That's hugely overestimated. Most of OS4 is written in C. If basically one man can port AROS to ARM in a course of one or two years in his spare time I'd like to think Hyperion could do a x86 port much faster.
No, if you want to maintain backwards compatibility.
Sure, plain x86 port would be much faster (and less expensive) - but it will be as useable as AROS for PowerPC (or ARM).
Joined: 4-Jan-2010 Posts: 580
From: London, UK (ex-pat; originally from Norway)
@WolfToTheMoon
Quote:
That's hugely overestimated. Most of OS4 is written in C. If basically one man can port AROS to ARM in a course of one or two years in his spare time I'd like to think Hyperion could do a x86 port much faster.
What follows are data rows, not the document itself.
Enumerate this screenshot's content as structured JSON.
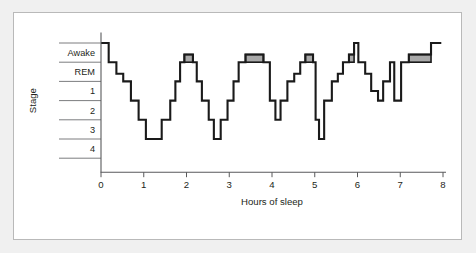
{
  "chart_data": {
    "type": "line",
    "title": "",
    "subtitle": "",
    "xlabel": "Hours of sleep",
    "ylabel": "Stage",
    "grid": true,
    "legend_position": "none",
    "xlim": [
      0,
      8
    ],
    "xticks": [
      "0",
      "1",
      "2",
      "3",
      "4",
      "5",
      "6",
      "7",
      "8"
    ],
    "xtick_values": [
      0,
      1,
      2,
      3,
      4,
      5,
      6,
      7,
      8
    ],
    "ylabels": [
      "Awake",
      "REM",
      "1",
      "2",
      "3",
      "4"
    ],
    "ytick_levels": [
      0,
      1,
      2,
      3,
      4,
      5
    ],
    "ylim_levels": [
      6,
      0
    ],
    "annotations": "Shaded gray boxes mark REM sleep episodes",
    "colors": {
      "trace": "#1a1a1a",
      "rem_fill": "#a9a9a9",
      "axis": "#58595b",
      "panel": "#ffffff",
      "page": "#f0f0f0",
      "border": "#b9b9b9"
    },
    "series": [
      {
        "name": "Sleep stage",
        "step_points": [
          [
            0.0,
            0.0
          ],
          [
            0.18,
            0.0
          ],
          [
            0.18,
            1.0
          ],
          [
            0.36,
            1.0
          ],
          [
            0.36,
            1.6
          ],
          [
            0.52,
            1.6
          ],
          [
            0.52,
            2.0
          ],
          [
            0.7,
            2.0
          ],
          [
            0.7,
            3.0
          ],
          [
            0.88,
            3.0
          ],
          [
            0.88,
            4.0
          ],
          [
            1.05,
            4.0
          ],
          [
            1.05,
            5.0
          ],
          [
            1.42,
            5.0
          ],
          [
            1.42,
            4.0
          ],
          [
            1.62,
            4.0
          ],
          [
            1.62,
            3.0
          ],
          [
            1.74,
            3.0
          ],
          [
            1.74,
            2.0
          ],
          [
            1.85,
            2.0
          ],
          [
            1.85,
            1.0
          ],
          [
            1.95,
            1.0
          ],
          [
            1.95,
            0.6
          ],
          [
            2.15,
            0.6
          ],
          [
            2.15,
            1.0
          ],
          [
            2.24,
            1.0
          ],
          [
            2.24,
            2.0
          ],
          [
            2.36,
            2.0
          ],
          [
            2.36,
            3.0
          ],
          [
            2.52,
            3.0
          ],
          [
            2.52,
            4.0
          ],
          [
            2.64,
            4.0
          ],
          [
            2.64,
            5.0
          ],
          [
            2.8,
            5.0
          ],
          [
            2.8,
            4.0
          ],
          [
            2.96,
            4.0
          ],
          [
            2.96,
            3.0
          ],
          [
            3.1,
            3.0
          ],
          [
            3.1,
            2.0
          ],
          [
            3.22,
            2.0
          ],
          [
            3.22,
            1.0
          ],
          [
            3.38,
            1.0
          ],
          [
            3.38,
            0.6
          ],
          [
            3.8,
            0.6
          ],
          [
            3.8,
            1.0
          ],
          [
            3.95,
            1.0
          ],
          [
            3.95,
            3.0
          ],
          [
            4.08,
            3.0
          ],
          [
            4.08,
            4.0
          ],
          [
            4.2,
            4.0
          ],
          [
            4.2,
            3.0
          ],
          [
            4.36,
            3.0
          ],
          [
            4.36,
            2.0
          ],
          [
            4.52,
            2.0
          ],
          [
            4.52,
            1.6
          ],
          [
            4.66,
            1.6
          ],
          [
            4.66,
            1.0
          ],
          [
            4.78,
            1.0
          ],
          [
            4.78,
            0.6
          ],
          [
            4.96,
            0.6
          ],
          [
            4.96,
            1.0
          ],
          [
            5.02,
            1.0
          ],
          [
            5.02,
            4.0
          ],
          [
            5.1,
            4.0
          ],
          [
            5.1,
            5.0
          ],
          [
            5.22,
            5.0
          ],
          [
            5.22,
            3.0
          ],
          [
            5.4,
            3.0
          ],
          [
            5.4,
            2.0
          ],
          [
            5.54,
            2.0
          ],
          [
            5.54,
            1.6
          ],
          [
            5.66,
            1.6
          ],
          [
            5.66,
            1.0
          ],
          [
            5.8,
            1.0
          ],
          [
            5.8,
            0.6
          ],
          [
            5.92,
            0.6
          ],
          [
            5.92,
            0.0
          ],
          [
            6.02,
            0.0
          ],
          [
            6.02,
            1.0
          ],
          [
            6.18,
            1.0
          ],
          [
            6.18,
            1.6
          ],
          [
            6.32,
            1.6
          ],
          [
            6.32,
            2.5
          ],
          [
            6.48,
            2.5
          ],
          [
            6.48,
            3.0
          ],
          [
            6.6,
            3.0
          ],
          [
            6.6,
            2.0
          ],
          [
            6.76,
            2.0
          ],
          [
            6.76,
            1.0
          ],
          [
            6.86,
            1.0
          ],
          [
            6.86,
            3.0
          ],
          [
            7.02,
            3.0
          ],
          [
            7.02,
            1.0
          ],
          [
            7.2,
            1.0
          ],
          [
            7.2,
            0.6
          ],
          [
            7.72,
            0.6
          ],
          [
            7.72,
            0.0
          ],
          [
            7.96,
            0.0
          ]
        ],
        "rem_episodes": [
          {
            "start": 1.95,
            "end": 2.15,
            "top_level": 0.6,
            "base_level": 1.0
          },
          {
            "start": 3.38,
            "end": 3.8,
            "top_level": 0.6,
            "base_level": 1.0
          },
          {
            "start": 4.78,
            "end": 4.96,
            "top_level": 0.6,
            "base_level": 1.0
          },
          {
            "start": 5.8,
            "end": 5.92,
            "top_level": 0.6,
            "base_level": 1.0
          },
          {
            "start": 7.2,
            "end": 7.72,
            "top_level": 0.6,
            "base_level": 1.0
          }
        ]
      }
    ]
  }
}
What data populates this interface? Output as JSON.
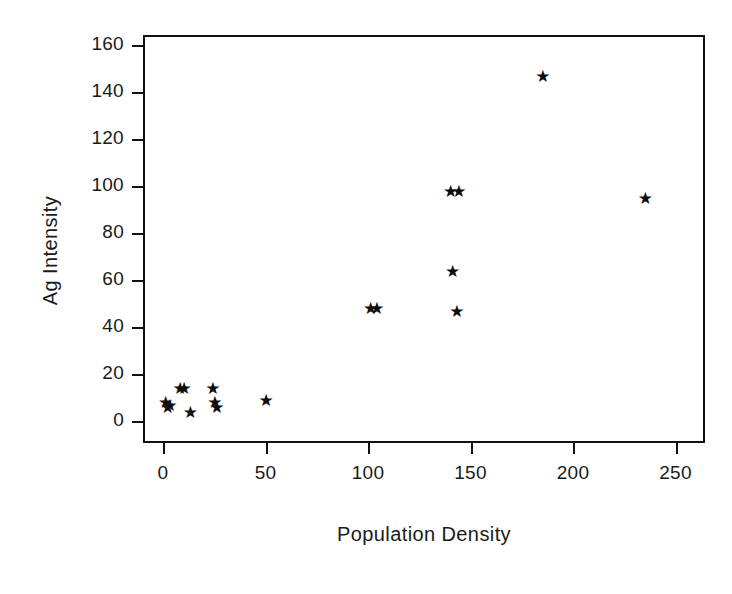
{
  "chart_data": {
    "type": "scatter",
    "title": "",
    "xlabel": "Population Density",
    "ylabel": "Ag Intensity",
    "xlim": [
      -10,
      265
    ],
    "ylim": [
      -5,
      168
    ],
    "xticks": [
      0,
      50,
      100,
      150,
      200,
      250
    ],
    "yticks": [
      0,
      20,
      40,
      60,
      80,
      100,
      120,
      140,
      160
    ],
    "xticklabels": [
      "0",
      "50",
      "100",
      "150",
      "200",
      "250"
    ],
    "yticklabels": [
      "0",
      "20",
      "40",
      "60",
      "80",
      "100",
      "120",
      "140",
      "160"
    ],
    "grid": false,
    "legend": null,
    "marker": "star",
    "marker_color": "#0d0d0d",
    "frame_color": "#111111",
    "background": "#ffffff",
    "series": [
      {
        "name": "Ag Intensity",
        "points": [
          {
            "x": 1,
            "y": 8
          },
          {
            "x": 2,
            "y": 6
          },
          {
            "x": 3,
            "y": 7
          },
          {
            "x": 8,
            "y": 14
          },
          {
            "x": 10,
            "y": 14
          },
          {
            "x": 13,
            "y": 4
          },
          {
            "x": 24,
            "y": 14
          },
          {
            "x": 25,
            "y": 8
          },
          {
            "x": 26,
            "y": 6
          },
          {
            "x": 50,
            "y": 9
          },
          {
            "x": 101,
            "y": 48
          },
          {
            "x": 104,
            "y": 48
          },
          {
            "x": 140,
            "y": 98
          },
          {
            "x": 144,
            "y": 98
          },
          {
            "x": 141,
            "y": 64
          },
          {
            "x": 143,
            "y": 47
          },
          {
            "x": 185,
            "y": 147
          },
          {
            "x": 235,
            "y": 95
          }
        ]
      }
    ]
  }
}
How many would be interested in OS4 with no backwards compatibility (apart from UAE) with M68k or PPC apps? Effectively starting from scratch in terms of applications.
Consider how many people seems to be regularly using x86 AROS... Granted, OS4 on PPC is more mature than x86 AROS, but nevertheless application availability is a big enough problem for OS4 on PPC. A port without JIT support for both m68k and probably PPC too would likely be DOA.
That drives the cost up a lot.
Then there's additional features. A straight port would leave potential new users totally underwhelmed, and alienate the portion of existing users that wants to stay PPC.
You're also ignoring the issue of moving to a platform with different endianness. Having compiled a few old Amiga programs for AROS I can tell you it is likely to bite you in a lot of unexpected ways.